* [RECORDS FOR THIS TASK]:
※
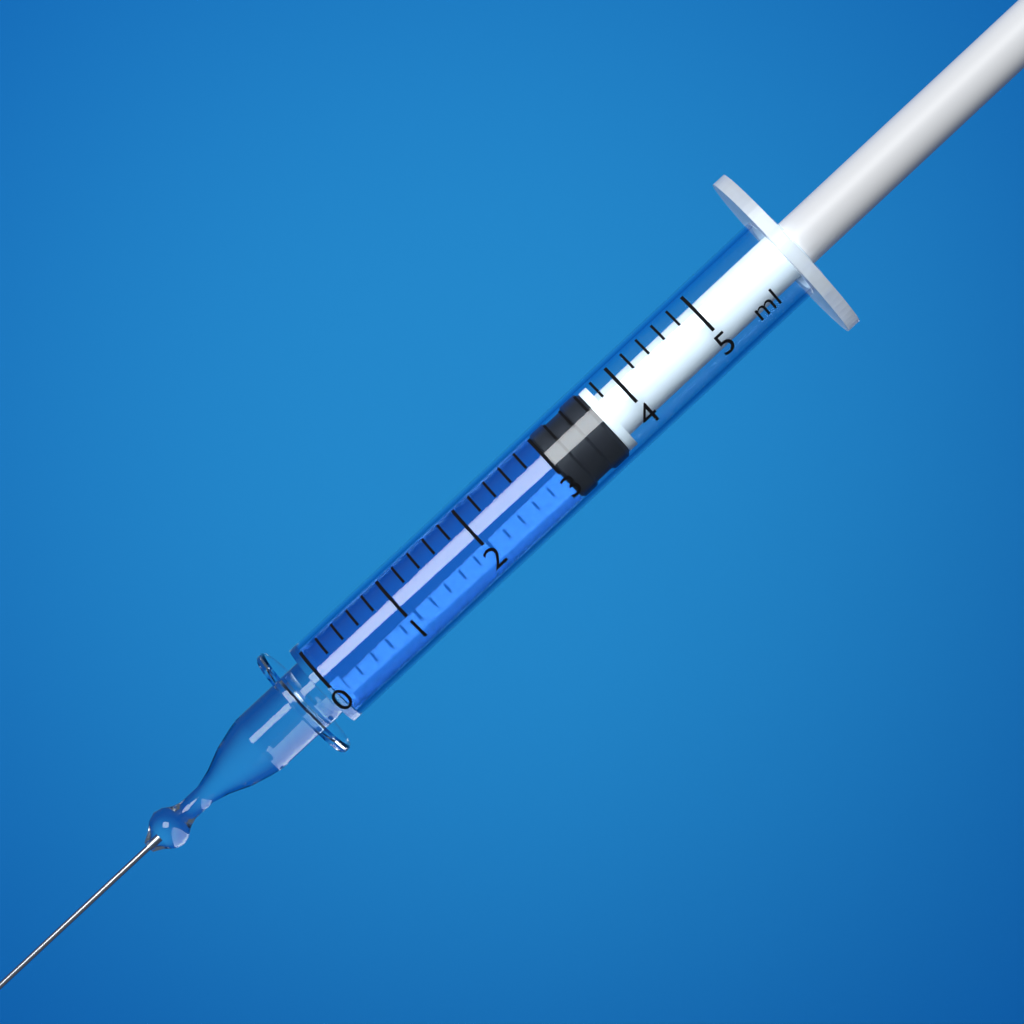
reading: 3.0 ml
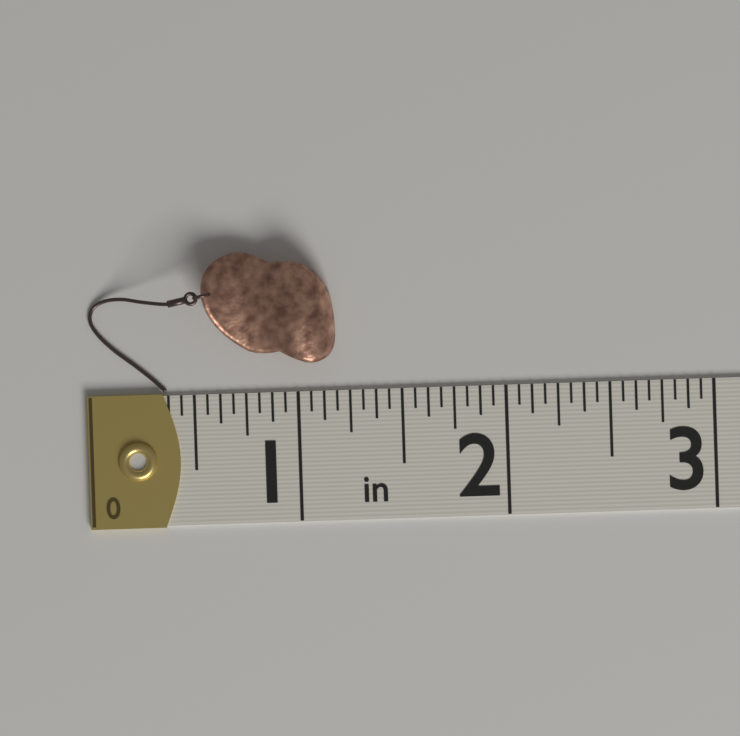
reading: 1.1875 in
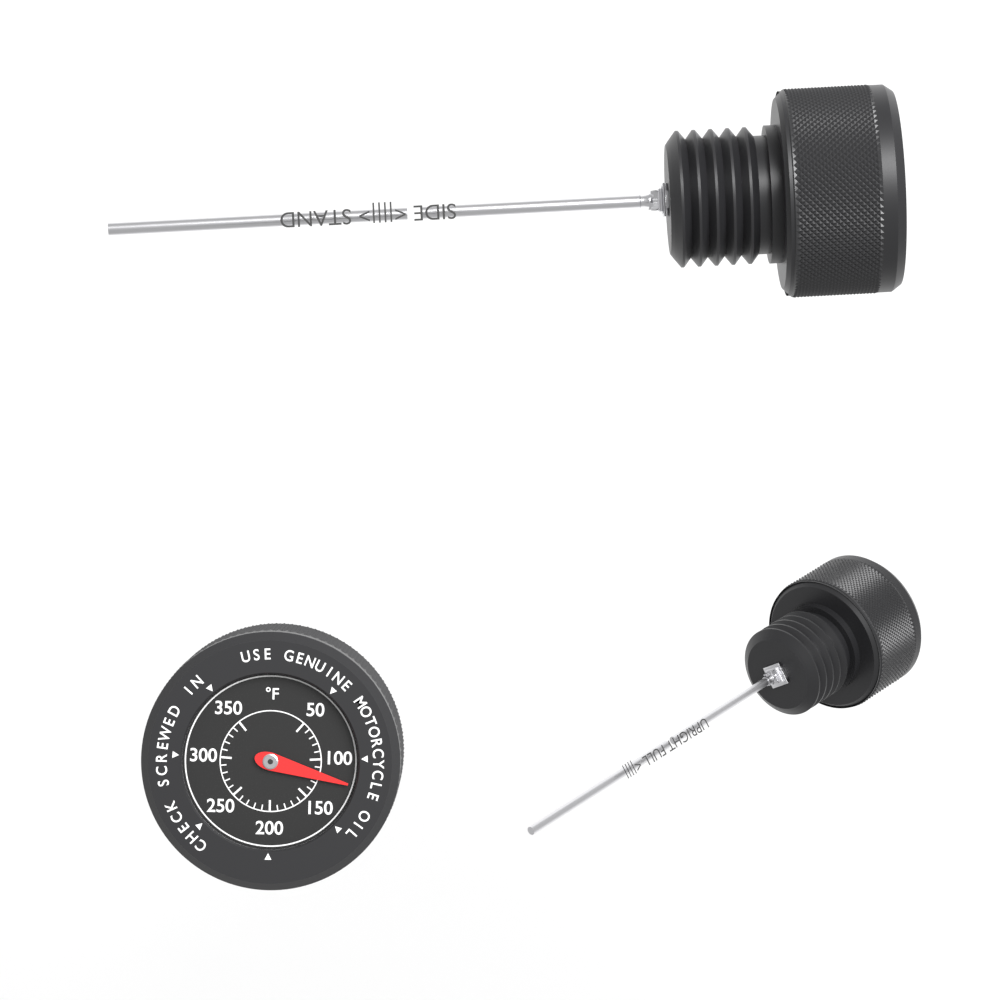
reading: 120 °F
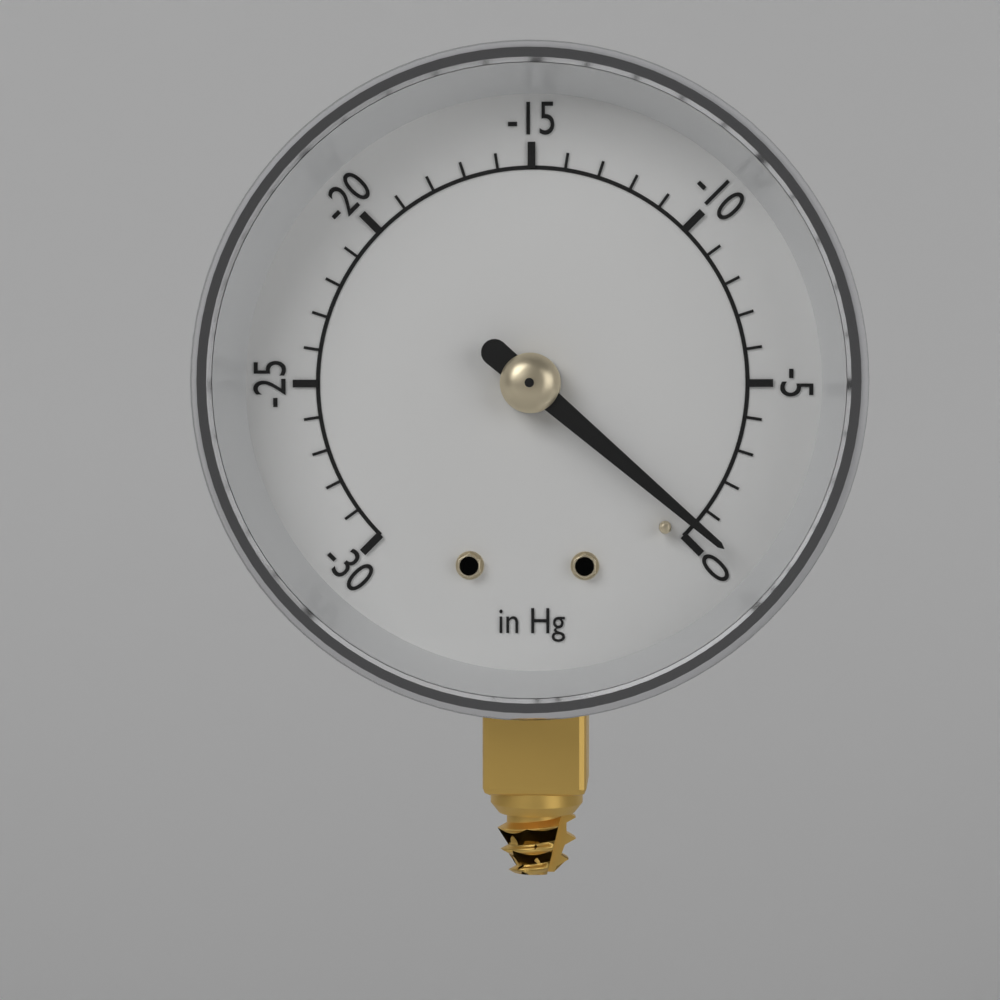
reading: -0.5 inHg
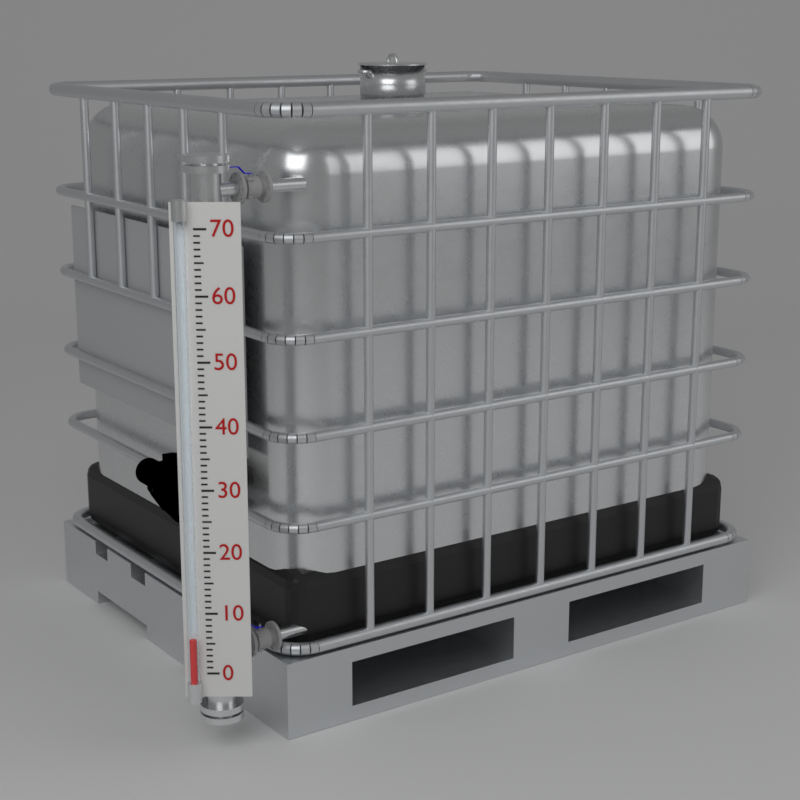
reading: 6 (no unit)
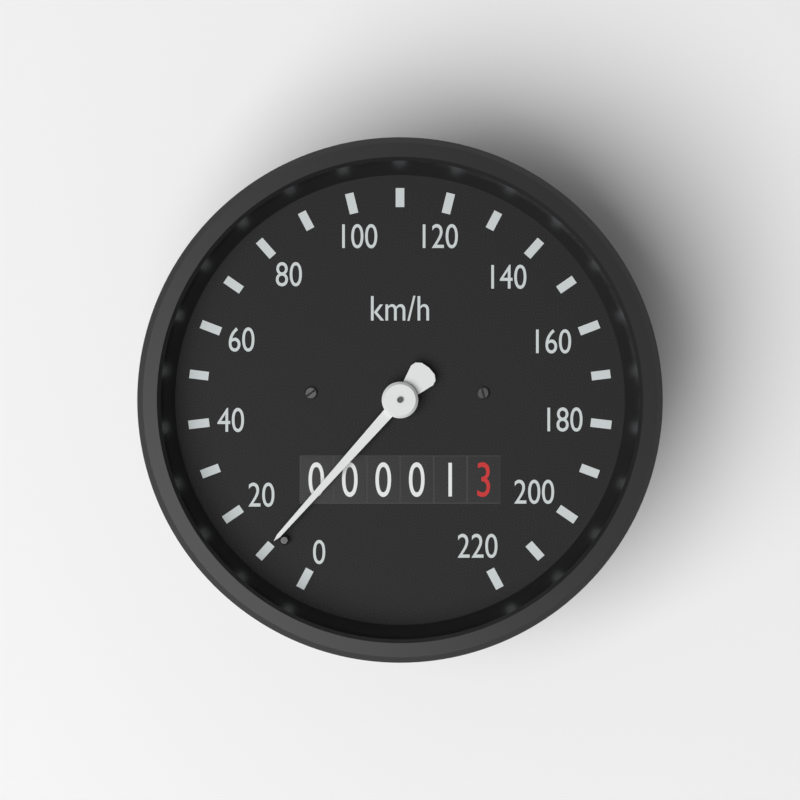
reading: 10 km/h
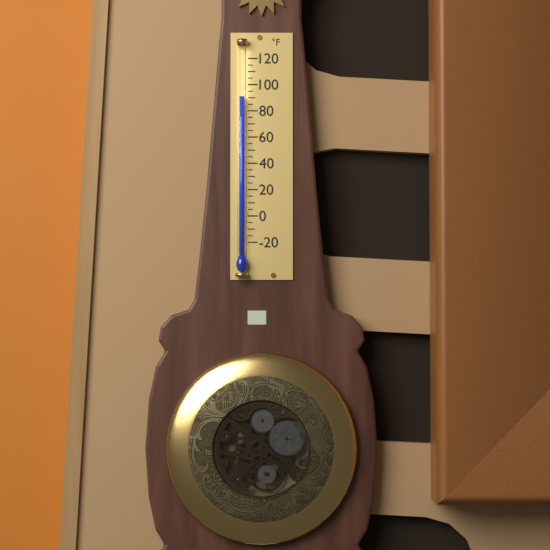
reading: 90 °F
※
* [BRIEF]:
Return an exact transcription of the entries above, excluding each image.

* [RESULT FOR THIS EXERCISE]:
reading: 3.0 ml
reading: 1.1875 in
reading: 120 °F
reading: -0.5 inHg
reading: 6 (no unit)
reading: 10 km/h
reading: 90 °F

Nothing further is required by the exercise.